Before the first date with Daniel, Bridget gets advice from her friends at fashionable, exotic and expensive Maghreb restaurant Momo, 25-27 Heddon Street, W1 (Heddon Street, tucked away behind Regent Street, by the way, might be familiar to David Bowie fans as the benighted backstreet featured on the cover of the 1972 album Ziggy Stardust and the Spiders from Mars.)
The horribly embarrassing book launch for Kafka’s Motorbike, attended by Salman Rushdie, Lord Archer, et al, is the ICA, the Institute of Contemporary Arts, Nash House, Carlton House Terrace, on The Mall – the broad, tree-line ceremonial way leading to Buckingham Palace. Despite the incongruously classical cream, pillared porticos, the ICA is a centre for provocative avant garde exhibitions and performances, and also houses a cinema, bar and café.
At the eastern end of The Strand stand the Royal Courts of Justice, the Strand, the extraordinary burst of mock-Gothicism where Bridget bungles her assignment to cover the extradition case for TV show Sit Up Britain.
She pops over the road to buy a packet of fags at BK News, 212 Strand at at Essex Street.
The Royal Courts were featured in Alfred Hitchcock's 1936 Sabotage (though a massive photographic blow-up was used for the backdrop, and it's where the vintage Darracq is first seen in classic 50s comedy Genevieve.
Bridget’s parents’ home, where she first meets Mark Darcy during a Christmas break, is in Snowshill, off the A46 about 12 miles northeast of Cheltenham, Gloucestershire. The scene was filmed in June with loads of fake snow. The church here is St Barnabas.
Daniel and Bridget enjoy a date at Cantina del Ponte, 36 Shad Thames, on the Butler's Wharf quayside. Initially a Terence Conran restaurant, it’s since changed hands, but remains a heartily Italian restaurant – and with a terrific view of Tower Bridge. Rohan (Hrithik Roshan) and Pooja (Kareena Kapoor) sit on the same riverside terrace in Hindi smash Kabhi Khushi Kabhi Gham....
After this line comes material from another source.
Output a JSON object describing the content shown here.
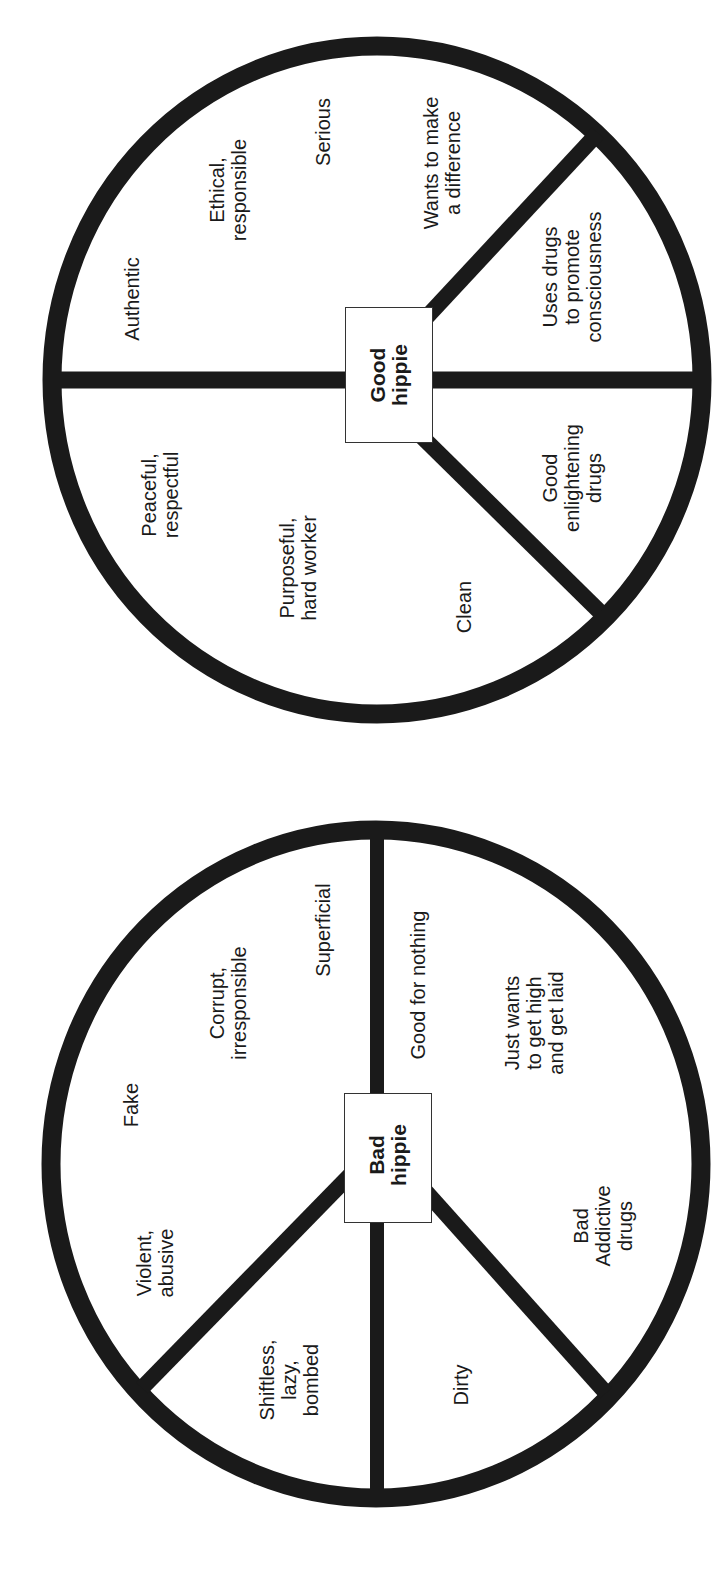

Daniel and Bridget enjoy their first clinch beneath the walkways of Shad Thames itself (a striking location from The French Lieutenant’s Woman, David Lynch's The Elephant Man) and Cruella.
Daniel takes Bridget on a mini-break to the Stoke Park Club, Park Road, Stoke Poges in Buckinghamshire. Yes, this is the golf club seen in Goldfinger. It has since been seen as the interior of the ‘Hamburg’ hotel in another Bond movie, Tomorrow Never Dies. More recently it featured in Layer Cake; in 2004 rom-com Wimbledon; and became a ‘Beverly Hills’ hotel in Bride and Prejudice.
Darcy heads off to 'New York' – but that's not 'JFK'. The ultra-modern terminal at which he arrives is Stansted Airport in Essex, an apparently film-friendly terminal seen also in Spider-Man: Far From Home (as 'Newark New Jersey' at the end of the film), The Dark Knight Rises (as 'Gotham International') and Philomena.
Incurable romantics will, no doubt, want to recreate that wonderful moment in the snow when Bridget not only gets a new diary but also gets the man of her dreams, the impossibly sensitive Mark Darcy. You might reasonably assume that since (a) Bridget is in her tiny pants, (b) it's snowing and (c) it takes about three seconds' screen time to get there, the finale is around the corner from The Globe. Well, it isn't. The spot is Royal Exchange Buildings, Cornhill, across the road from the Bank of England. That's some sprint.
The quaintly period shops here also became Nazir's boutique, 'Le Beau Chapeau' in the northern-set comedy East Is East as well as the flower shop where Clarissa Dalloway (Vanessa Redgrave) briefly glimpses the doomed Septimus Warren Smith (Rupert Graves) in the film of Virginia Woolf's novel Mrs Dalloway (the novel which provides the framework for Oscar-winner The Hours). Cornhill also stands in for the 'West End', where Maud (Carey Mulligan) is shocked by the window-smashing in Sarah Gavron's 2015 Suffragette.